When it comes to co-leadership, the two leaders need to be able to work together effectively; we believe they need compatible working styles and complementary sets of skills. Therefore, we currently are choosing a system where the current leaders have final say on who the next junior lead will be, in order to optimize for healthy intra-leader communications.

Do Nothing?

If we stick with the status quo, where no protocol is specified at all, that would not be the end of the world. We can certainly emulate any model we want; the original doc argues that the process described here matches what the team has already informally employed.
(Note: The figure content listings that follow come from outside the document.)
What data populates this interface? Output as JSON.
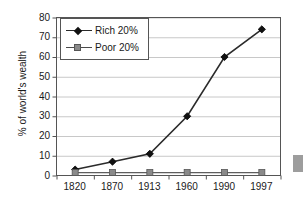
{
  "chart_data": {
    "type": "line",
    "title": "",
    "subtitle": "",
    "xlabel": "",
    "ylabel": "% of world's wealth",
    "categories": [
      "1820",
      "1870",
      "1913",
      "1960",
      "1990",
      "1997"
    ],
    "series": [
      {
        "name": "Rich 20%",
        "marker": "diamond",
        "color": "#111111",
        "values": [
          3,
          7,
          11,
          30,
          60,
          74
        ]
      },
      {
        "name": "Poor 20%",
        "marker": "square",
        "color": "#8a8a8a",
        "values": [
          1.5,
          1.5,
          1.5,
          1.5,
          1.5,
          1.5
        ]
      }
    ],
    "ylim": [
      0,
      80
    ],
    "y_ticks": [
      "0",
      "10",
      "20",
      "30",
      "40",
      "50",
      "60",
      "70",
      "80"
    ],
    "grid": "horizontal",
    "legend_position": "upper-left-inside"
  },
  "legend": {
    "items": [
      {
        "label": "Rich 20%",
        "marker": "diamond-marker-icon"
      },
      {
        "label": "Poor 20%",
        "marker": "square-marker-icon"
      }
    ]
  },
  "colors": {
    "background": "#ffffff",
    "axis": "#555555",
    "gridline": "#c8c8c8",
    "rich_line": "#2b2b2b",
    "poor_line": "#5e5e5e",
    "text": "#1a1a1a",
    "artifact": "#9d9d9d"
  }
}
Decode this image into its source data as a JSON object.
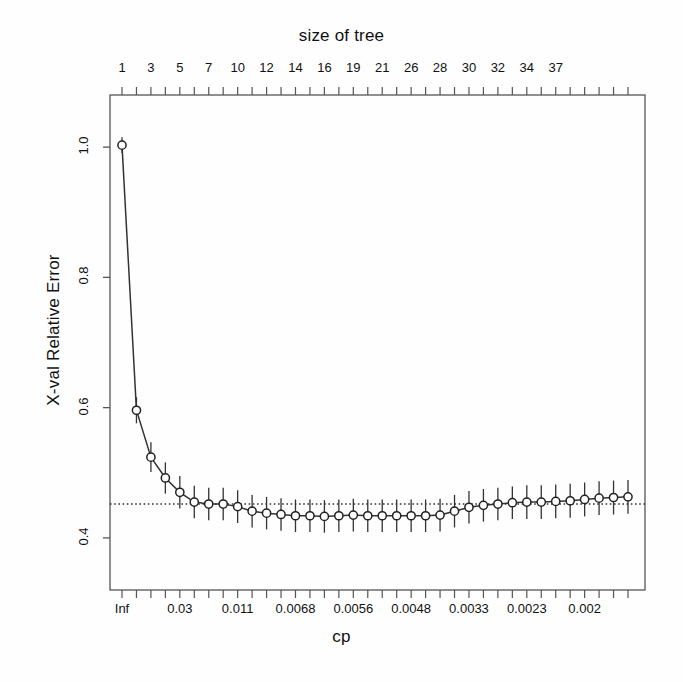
{
  "chart_data": {
    "type": "line",
    "title": "size of tree",
    "xlabel": "cp",
    "ylabel": "X-val Relative Error",
    "grid": false,
    "legend": null,
    "ylim": [
      0.32,
      1.08
    ],
    "yticks": [
      "1.0",
      "0.8",
      "0.6",
      "0.4"
    ],
    "ytick_values": [
      1.0,
      0.8,
      0.6,
      0.4
    ],
    "top_axis_label": "size of tree",
    "top_tick_labels": [
      "1",
      "3",
      "5",
      "7",
      "10",
      "12",
      "14",
      "16",
      "19",
      "21",
      "26",
      "28",
      "30",
      "32",
      "34",
      "37"
    ],
    "top_tick_indices": [
      0,
      2,
      4,
      6,
      8,
      10,
      12,
      14,
      16,
      18,
      20,
      22,
      24,
      26,
      28,
      30
    ],
    "bottom_axis_label": "cp",
    "bottom_tick_labels": [
      "Inf",
      "0.03",
      "0.011",
      "0.0068",
      "0.0056",
      "0.0048",
      "0.0033",
      "0.0023",
      "0.002"
    ],
    "bottom_tick_indices": [
      0,
      4,
      8,
      12,
      16,
      20,
      24,
      28,
      32
    ],
    "reference_line": 0.452,
    "reference_line_style": "dotted",
    "n_points": 36,
    "point_marker": "open-circle",
    "x": [
      1,
      2,
      3,
      4,
      5,
      6,
      7,
      8,
      9,
      10,
      11,
      12,
      13,
      14,
      15,
      16,
      17,
      18,
      19,
      20,
      21,
      22,
      23,
      24,
      25,
      26,
      27,
      28,
      29,
      30,
      31,
      32,
      33,
      34,
      35,
      36
    ],
    "sizes_of_tree": [
      1,
      2,
      3,
      4,
      5,
      6,
      7,
      8,
      9,
      10,
      11,
      12,
      13,
      14,
      15,
      16,
      17,
      18,
      19,
      20,
      21,
      22,
      23,
      24,
      25,
      26,
      27,
      28,
      29,
      30,
      31,
      32,
      33,
      34,
      35,
      37
    ],
    "values": [
      1.003,
      0.596,
      0.524,
      0.492,
      0.47,
      0.455,
      0.452,
      0.452,
      0.448,
      0.441,
      0.438,
      0.436,
      0.434,
      0.434,
      0.433,
      0.434,
      0.435,
      0.434,
      0.434,
      0.434,
      0.434,
      0.434,
      0.435,
      0.441,
      0.447,
      0.45,
      0.452,
      0.454,
      0.455,
      0.455,
      0.456,
      0.457,
      0.459,
      0.461,
      0.462,
      0.463
    ],
    "errors": [
      0.012,
      0.02,
      0.023,
      0.024,
      0.025,
      0.025,
      0.025,
      0.025,
      0.025,
      0.025,
      0.025,
      0.025,
      0.025,
      0.025,
      0.025,
      0.025,
      0.025,
      0.025,
      0.025,
      0.025,
      0.025,
      0.025,
      0.025,
      0.025,
      0.025,
      0.025,
      0.025,
      0.025,
      0.026,
      0.026,
      0.026,
      0.026,
      0.026,
      0.026,
      0.026,
      0.026
    ],
    "colors": {
      "line": "#333333",
      "marker": "#222222",
      "errorbar": "#333333",
      "axis": "#555555",
      "reference": "#333333",
      "background": "#fefefe"
    }
  }
}
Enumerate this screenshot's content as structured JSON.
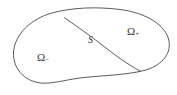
{
  "figure": {
    "type": "mathematical-domain-diagram",
    "background_color": "#ffffff",
    "stroke_color": "#4a4a4a",
    "stroke_width": 0.9,
    "labels": {
      "outer_region_left": {
        "symbol": "Ω",
        "subscript": "−",
        "full_text": "Ω₋",
        "x": 37,
        "y": 52
      },
      "outer_region_right": {
        "symbol": "Ω",
        "subscript": "+",
        "full_text": "Ω₊",
        "x": 127,
        "y": 26
      },
      "interface": {
        "symbol": "S",
        "full_text": "S",
        "x": 88,
        "y": 35
      }
    },
    "geometry": {
      "outer_boundary_path": "M 13.5 52.5 C 14.5 33.5 32 18.5 52 13.0 C 72 7.5 96 6.5 120 9.5 C 146 12.8 166 25.0 169.0 41.0 C 171.5 55.0 160.0 66.5 144.0 70.5 C 126.0 75.0 103.0 75.5 84.0 77.5 C 68.0 79.2 56.0 83.2 44.0 83.2 C 28.0 83.2 12.5 71.0 13.5 52.5 Z",
      "interface_path": "M 64.5 17.8 C 78.0 27.0 92.0 37.0 106.0 48.0 C 120.0 59.0 131.0 66.0 140.5 71.3",
      "intersection_top": [
        64.5,
        17.8
      ],
      "intersection_bottom": [
        140.5,
        71.3
      ],
      "bounds": {
        "left": 13,
        "right": 170,
        "top": 7,
        "bottom": 84
      }
    }
  }
}
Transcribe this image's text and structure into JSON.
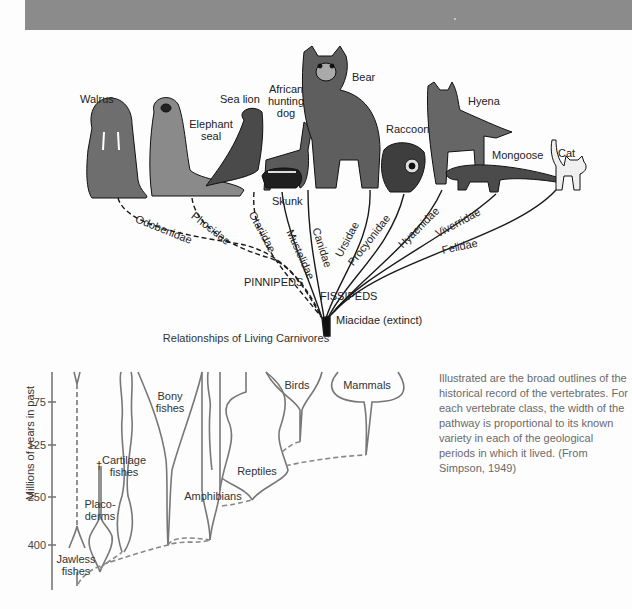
{
  "header_band": {
    "color": "#8b8b8b"
  },
  "carnivores": {
    "caption": "Relationships of Living Carnivores",
    "animals": [
      {
        "name": "Walrus"
      },
      {
        "name": "Elephant seal"
      },
      {
        "name": "Sea lion"
      },
      {
        "name": "African hunting dog"
      },
      {
        "name": "Bear"
      },
      {
        "name": "Skunk"
      },
      {
        "name": "Raccoon"
      },
      {
        "name": "Hyena"
      },
      {
        "name": "Mongoose"
      },
      {
        "name": "Cat"
      }
    ],
    "labels": {
      "walrus": "Walrus",
      "elephant_seal_1": "Elephant",
      "elephant_seal_2": "seal",
      "sea_lion": "Sea lion",
      "dog_1": "African",
      "dog_2": "hunting",
      "dog_3": "dog",
      "bear": "Bear",
      "skunk": "Skunk",
      "raccoon": "Raccoon",
      "hyena": "Hyena",
      "mongoose": "Mongoose",
      "cat": "Cat"
    },
    "families": {
      "odobenidae": "Odobenidae",
      "phocidae": "Phocidae",
      "otariidae": "Otariidae",
      "mustelidae": "Mustelidae",
      "canidae": "Canidae",
      "ursidae": "Ursidae",
      "procyonidae": "Procyonidae",
      "hyaenidae": "Hyaenidae",
      "viverridae": "Viverridae",
      "felidae": "Felidae"
    },
    "groups": {
      "pinnipeds": "PINNIPEDS",
      "fissipeds": "FISSIPEDS",
      "root": "Miacidae (extinct)"
    }
  },
  "vertebrates": {
    "y_axis_label": "Millions of years in past",
    "y_ticks": [
      "75",
      "125",
      "250",
      "400"
    ],
    "classes": {
      "jawless_1": "Jawless",
      "jawless_2": "fishes",
      "placoderms_1": "Placo-",
      "placoderms_2": "derms",
      "extinct_mark": "†",
      "cartilage_1": "Cartilage",
      "cartilage_2": "fishes",
      "bony_1": "Bony",
      "bony_2": "fishes",
      "amphibians": "Amphibians",
      "reptiles": "Reptiles",
      "birds": "Birds",
      "mammals": "Mammals"
    },
    "description": "Illustrated are the broad outlines of the historical record of the vertebrates. For each vertebrate class, the width of the pathway is proportional to its known variety in each of the geological periods in which it lived. (From Simpson, 1949)"
  }
}
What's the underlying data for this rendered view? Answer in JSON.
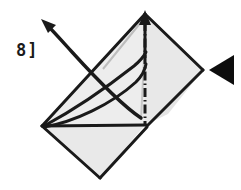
{
  "diagram": {
    "step_label": "8]",
    "background_color": "#ffffff",
    "paper": {
      "fill_color": "#ececec",
      "fill_color_shaded": "#e3e3e3",
      "fill_color_light": "#f1f1f1",
      "outline_color": "#1a1a1a",
      "outline_width": 3
    },
    "shapes": {
      "upper_right_panel": {
        "name": "upper-right-panel",
        "points": "145,14 203,70 145,125 145,14",
        "fill": "#e8e8e8"
      },
      "upper_left_panel": {
        "name": "upper-left-panel",
        "points": "145,14 145,125 42,126 145,14",
        "fill": "#ededed"
      },
      "lower_panel": {
        "name": "lower-panel",
        "points": "42,126 145,125 100,178 42,126",
        "fill": "#e9e9e9"
      },
      "lower_right_flap": {
        "name": "lower-right-flap",
        "points": "145,125 203,70 166,117 145,125",
        "fill": "#e5e5e5"
      }
    },
    "fold_lines": {
      "mountain_fold": {
        "name": "mountain-fold-line",
        "style": "dash-dot",
        "from": [
          145,
          20
        ],
        "to": [
          145,
          124
        ],
        "color": "#1a1a1a"
      },
      "crease_hint_a": {
        "name": "crease-hint-line-a",
        "from": [
          145,
          16
        ],
        "to": [
          103,
          68
        ],
        "color": "#b9b9b9"
      },
      "crease_hint_b": {
        "name": "crease-hint-line-b",
        "from": [
          145,
          18
        ],
        "to": [
          141,
          120
        ],
        "color": "#c2c2c2"
      }
    },
    "arrows": {
      "up_arrow": {
        "name": "up-arrow",
        "description": "straight vertical arrow at top vertex pointing up",
        "from": [
          145,
          56
        ],
        "to": [
          145,
          12
        ],
        "color": "#1a1a1a"
      },
      "fold_arrow": {
        "name": "curved-fold-arrow",
        "description": "curved arrow sweeping from lower right up to upper left",
        "tail": [
          140,
          118
        ],
        "head": [
          44,
          22
        ],
        "color": "#1a1a1a"
      },
      "push_arrow": {
        "name": "push-arrow-triangle",
        "description": "solid black triangle pointing left",
        "points": "234,56 234,84 210,70",
        "color": "#0d0d0d"
      }
    }
  }
}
However, there is value in setting down formal expectations. It is healthy for us to tell our teammates: We want each of you to have a chance to perform in this same role, if that appeals to you, and we want it to happen in a time frame that is within sight, not some far off future.

Prior art

Obviously the Rust governance RFC specified aspects of project leadership: https://rust-lang.github.io/rfcs/1068-rust-governance.html

pnkfelix isn’t sure what other Programming Languages or Projects have adopted a formal structure for rolling or rotating leadership. Many use a BDFL model instead.

Python did have a formal abdication of BDFL from Guido van Rossum, but it explicitly chose not to establish a successor.

Unresolved questions

  • What parts of the design do you expect to resolve through the RFC process before this gets merged?

Are the term-lengths anywhere near appropriate?

Wesley asked this question on an earlier draft of this:

Given the flexible time commitment, a tenure of this length basically requires the lead to be somebody that works on Rust as part of their job. I’m not sure we want to limit our pool of candidates to just those people.

Future possibilities

Should other large teams look into adopting this model?

Many small teams do not have sufficiently large membership to justify two co-leads; can this same system work fine there, and just rely on calibrating new leaders amongst all the participating members (which, since we’re talking about small teams, would be a relatively small set of people)?